There was a surprise. “It’s a big decision,” Horn said needlessly, while trying to sort all this out and think of what else to say. What exactly was going on here?
“Not anymore. I’ve made it.”
“Then that’s that. Money should be no problem. There’s no reason for you to be employed other than if you want to be.”
He was looking out the window at the string of unmoving headlights. Theater traffic had backed up and spread to the side streets.
A cop’s wife . . . he thought, knowing before he knew.
“I’m going to move out of the house,” Anne told him. “I’ve decided to leave you.”
38
They were in Horn’s den. The Home Away had been too crowded tonight for them to privately discuss the Night Spider case. At least that was what Horn had told them. It didn’t set quite right with Paula.
When they’d entered the brownstone, she’d noticed a stack of cardboard boxes in the entry hall, and a glance into the living room suggested furniture and knickknacks had been removed.
Horn settled in behind his desk; Bickerstaff took an overstuffed brown leather chair. Paula sat in a similar chair that hissed and acted as if it wanted to devour her. The floor overhead creaked. Anne must be home, moving around up there. Doing a lot of moving around.
Horn opened a wooden humidor on his desk and got out a cigar so dark it was almost green, then cut off its tip with a miniature guillotine. He held another of the cigars out for Bickerstaff, who hesitated, then accepted the offer. The guillotine didn’t work so well in his hands. Paula thought he might cut off a finger.

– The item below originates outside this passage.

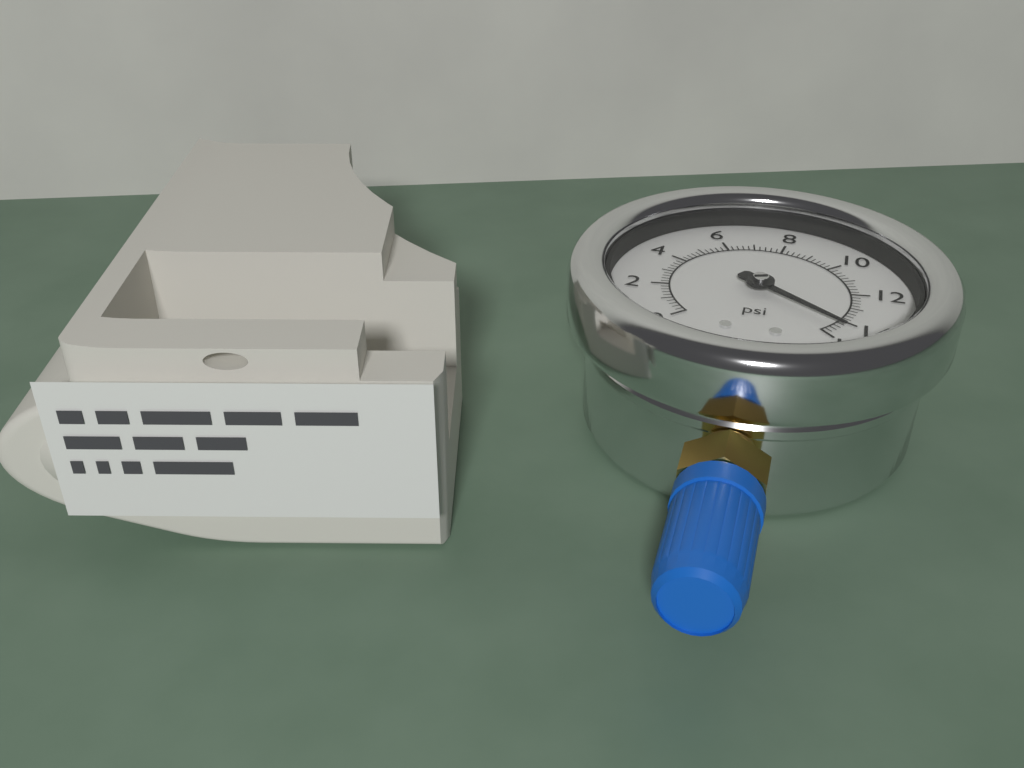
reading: 14.4 psi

“Paula?” Horn offered, holding up another cigar.
“Thanks,” she said, “but I’m a lady.” And I thought smoking in the house was against the rules.
Horn and Bickerstaff chuckled at that lady remark. Paula didn’t know quite how to take it. She traded glances with Bickerstaff, who finally appeared to be catching on
that something essential had changed there. He looked away from her and peered cross-eyed at the tip of his cigar as he struggled to light it with a paper match he’d produced from somewhere.
“Anne and I have decided to separate,” Horn said between puffs, effortlessly firing up his cigar with a silver lighter. “She’s rented an apartment on the East Side and is preparing to move out.”
The boxes in the hall. The missing furniture. Paula didn’t know what to say. Heard her own voice. “I’m . . . sorry.” Shit! Inadequate!
Bickerstaff said nothing but paused in his puffing, salivating attempt to get his cigar burning.
Horn gave a shrug that might have meant anything.
“I think I might not’ve cut the whole tip off thish thing,” Bickerstaff said around the dead cigar.
Horn slid the guillotine across the desk to him. “Mind your finger.”
Bickerstaff took another swipe at the saliva-moistened tip of the cigar with the little angled blade, then tried again with a match. “Thash better.” Paula saw ash drop from the burning tip of the cigar onto the carpet. Overhead, the floor creaked. God!
“So we get to work,” Horn said. “Summarize what we’ve learned.”
“That’ll be easy,” Bickerstaff said, holding the cigar between index and middle fingers, “considering it isn’t much.”
“Evidence suggests both guards were killed at almost the same time,” Paula said, “one with the sharpened screw Mandle used to disembowel the other prisoner. The other was shot, then his face and head were bludgeoned, probably with the butt of the gun.”
“The guard’s gun,” Horn said.
Paula nodded. “Mandle’s got both their guns.”